He didn't say it this way but I think he might agree with this summary of what he seems to believe. If you were to ask the first century Jewish man on the street who is God, that man probably wouldn't answer "God is God is a Spirit, infinite, eternal, and unchangeable, in his being, wisdom, power, holiness, justice, goodness, and truth."
Of course all of that is true, and those words, which for the uninitiated are taken from the Westminster Shorter Catechism question #4 are properly deduced from Scripture, but this is not what was in the mind of the first century Israelite.
The people of Israel viewed God through the lens of creation and covenant. If you asked them who God is they would answer that He is the one who created the world and all that is in it and who chose Israel to be His people. In other words, they would define God in terms of His great works and His covenantal relationship to the people of Israel.
That is an insight I find very helpful. It does not negate the truth of the shorter catechism's statement, yet it sets a helpful trajectory for us as Christians as we develop our understanding of what it means to be the new covenant people of God.
Also, one frustration I have with Wright is that he can be clear and brilliant on many things, providing many eye-opening "aha!" type insights, yet there are times he can be downright confusing. On some matters he writes quite elliptically, not getting to the point I want him to get to. To me that comes out the most in his views of Jesus self-understanding. Yet, I do think on the question of "was Jesus God," we can safely say that his views are orthodox (I know, I know, Wright will breathe a sign of relief when he finds out that I have graciously pronounced him orthodox). On that question Wright gives what I believe is a good answer:
In Jesus himself, I suggest, we see the biblical portrait of YHWH come to life: the loving God, rolling up his sleeves (Is 52:10) to do in person the job that no one else could doo; the creator God, giving new life; the God who works through his created world and supremely through his human creatures; the faithful God, dwelling in the midst of his people; the stern and tender God, relentlessly opposed to all that destroys or distorts the good creation nd especially human beings, but recklessly loving all those in need and distress. "He shall feed his flock like a shepherd; he shall carry the lambs in in his arms; and gently lead those that are with young" (Is 40:11). It is the Old Testament portrait of YHWH, but it fits Jesus like a glove. (Challenge of Jesus, p. 121)
Obviously, the language here isn't creedal or confessional, but it is clearly biblical and I do think Wright identifies Jesus with YHWH strongly enough here that creedalists and confessionalists ought to recognize at least this statement as orthodox.

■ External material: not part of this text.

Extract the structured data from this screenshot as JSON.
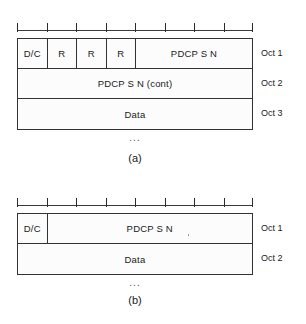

I am jumping on that for now because some of his other statements on the self-understanding of Jesus are muddier. And in our present climate where the hermeneutics of suspicion seem to rule, muddiness is often equated with heresy. I also want to be careful that Wright not fall victim to guilt by association. A long time ago in a blogging galaxy far, far away, an emergent leader was discussing why some emergents might be sympathetic to Arianism and Wright's name came up:
1. The work of theologians such as NT Wright has encouraged the emerging church to relocate Jesus in a plausible historical context. Inevitably this has brought the human, Jewish Jesus sharply back into focus and has raised again the question of how we make the lengthy theological transition from apocalyptic prophet to second person of the trinity. As we come to understand more fully the worldview and motivation of Jesus the Jew, it becomes harder to think of him as somehow almighty God in human form. I recognize that to some extent this shift of emphasis is offset by more recent interest in relationality and community within the trinity (see this discussion).
Wright does indeed keep the human, Jewish Jesus in sharp focus in his writing and speaking, but his discussion of Jesus is highly nuanced. If there are those who are reading Wright who are dabbling with Arianism, I would hope that, absent direct evidence from his own body of work, that he not be mindlessly linked to them.
Which brings us to Wright's muddy waters. If Wright's view that Jesus is God is orthodox, his view on Jesus self-understanding is confusing at best to me, and problematic at worst. In the paragraph after the one I just quoted by Wright, he says this:
Let me be clear, also, what I am not saying. I do not think Jesus "knew he was God" in the same way that one knows one is hungry or thirsty, tall or short. It was not a mathematical knowledge, like knowing that two and two make four; nor was it straightforwardly observational knowledge, like knowing that there is a bird on the fence outside my room because I can see and hear it. It was more like the knowledge that I have that I am loved by my family and closest friends; like the knowledge that I have that sunrise over the sea is awesome and beautiful; like the knowledge of the musician not only of what the composer intended but of how precisely to perform the piece in exactly that way - a knowledge most securely possessed, of course, when the performer is also the composer. It was, in short, the knowledge that characterizes vocation. As I have put it elsewhere "As part of his human vocation, grasped in faith, sustained in prayer, tested in confrontation, agonized over in further prayer and doubt, and implemented in action, he believed he had to do and be, for Israel and the world, that which only Scripture and YHWH himself could do and be.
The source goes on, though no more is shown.